Plame in the Courtroom
Is the Intelligence Identities Protection Act really impossible to prove?
By Elizabeth de la Vega
Pundits right, left, and center have reached a rare unanimous verdict about one aspect of the grand jury investigation into the Valerie Plame leak: They've decided that no charges can be brought under the Intelligence Identities Protection Act of 1982, because it imposes an impossibly high standard for proof of intent.
Typically, writing for Slate on July 19th, Christopher Hitchens described the 1982 Act as a "silly law" that requires that "you knowingly wish to expose the cover of a CIA officer who you understand may be harmed as a result." Similarly, columnist Richard Cohen, in the July 14 Washington Post, said he thought Rove was a "political opportunist, not a traitor" and that he didn't think Rove "specifically intended to blow the cover of a CIA agent." Such examples could be multiplied many times over.

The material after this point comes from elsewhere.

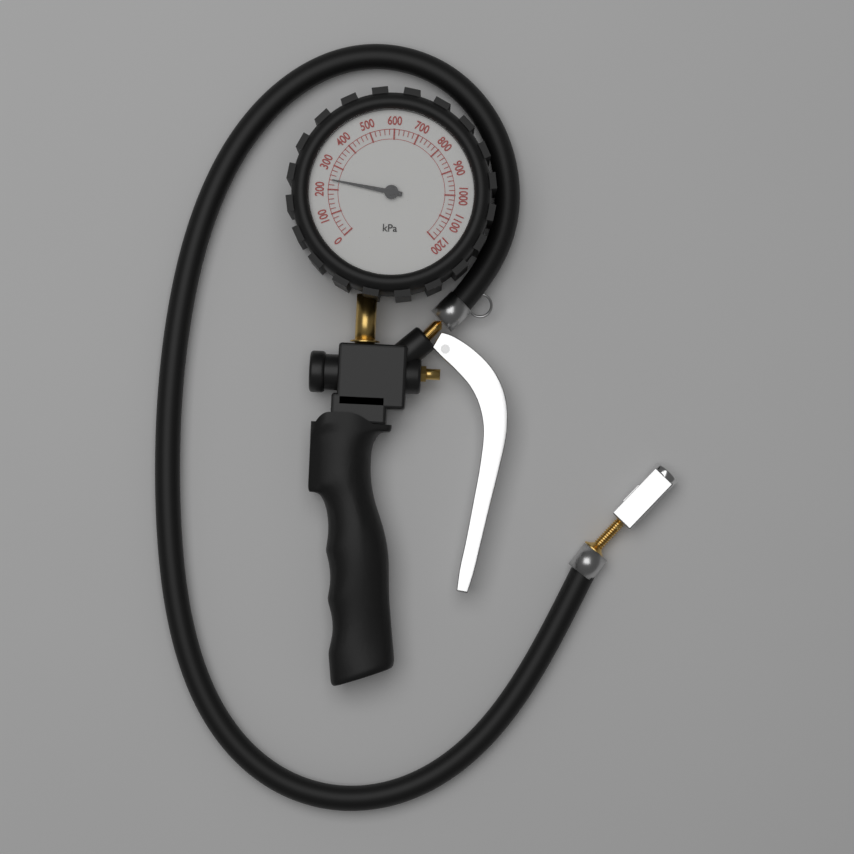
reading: 240 kPa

Shocking as it may seem, however, the pundits are wrong; and their casual summaries of the requirements of the 1982 statute betray a fundamental misunderstanding regarding proof of criminal intent.
Do you have to intend to harm a CIA agent or jeopardize national security in order to violate the Intelligence Identities Protection Act? The answer is no.

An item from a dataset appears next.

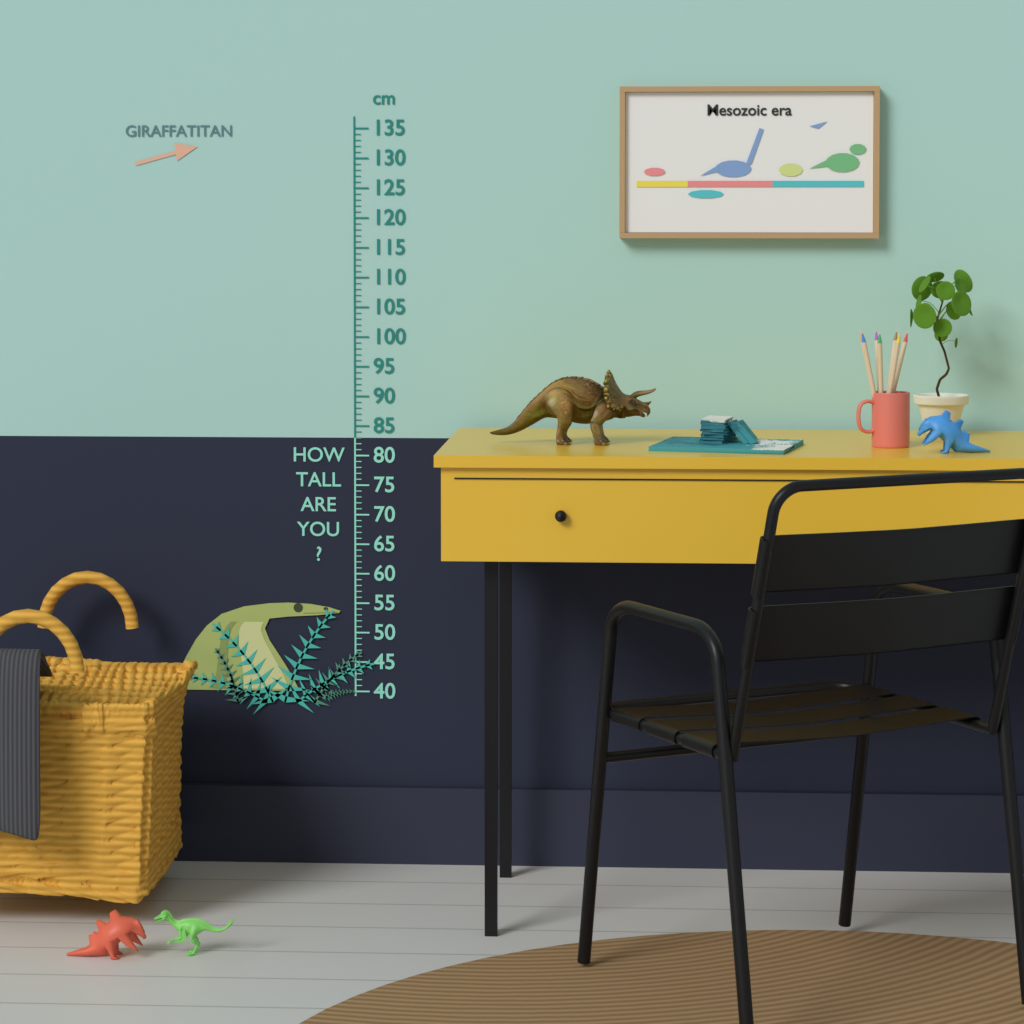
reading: 55 cm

Before presenting any case, a prosecutor like Special Counsel Patrick Fitzgerald in the Plame case has to figure out "the elements of the crime"; in other words, the factors he has to prove under whatever statute he is considering. If a grand jury finds probable cause to believe that each element has been proved, it may then return an indictment. At trial, the judge instructs the jury about these same elements. Parties can argue about whether the elements have been proved beyond a reasonable doubt, but neither side can add, delete, or modify the elements even slightly to suit their arguments.
Why can't you change the elements? Because they come from the exact wording of the statute.
This then is what the Intelligence Identities Protection Act of 1982 says:
"Whoever, having or having had authorized access to classified information that identifies a covert agent, intentionally discloses any information identifying such covert agent to any individual not authorized to received classified information, knowing that the information disclosed so identifies such covert agent and that the U.S. is taking affirmative measures to conceal such covert agent‘s intelligence relationship to the U.S. [shall be guilty of a crime]."
To figure out the elements that must be proved, you simply break this run-on sentence into subparts in the following manner:
A defendant must:
(1) have authorized access to classified information that identifies a covert agent;
(2) "intentionally disclose" the information;
(3) disclose it to one not authorized to receive classified information;
(4) know the information he is disclosing identifies the covert agent; and
(5) know that the U.S. is taking affirmative measures to conceal the covert agent's intelligence relationship to the United States.
Proof of these five elements -- and no others -- is what's required under the 1982 legislation.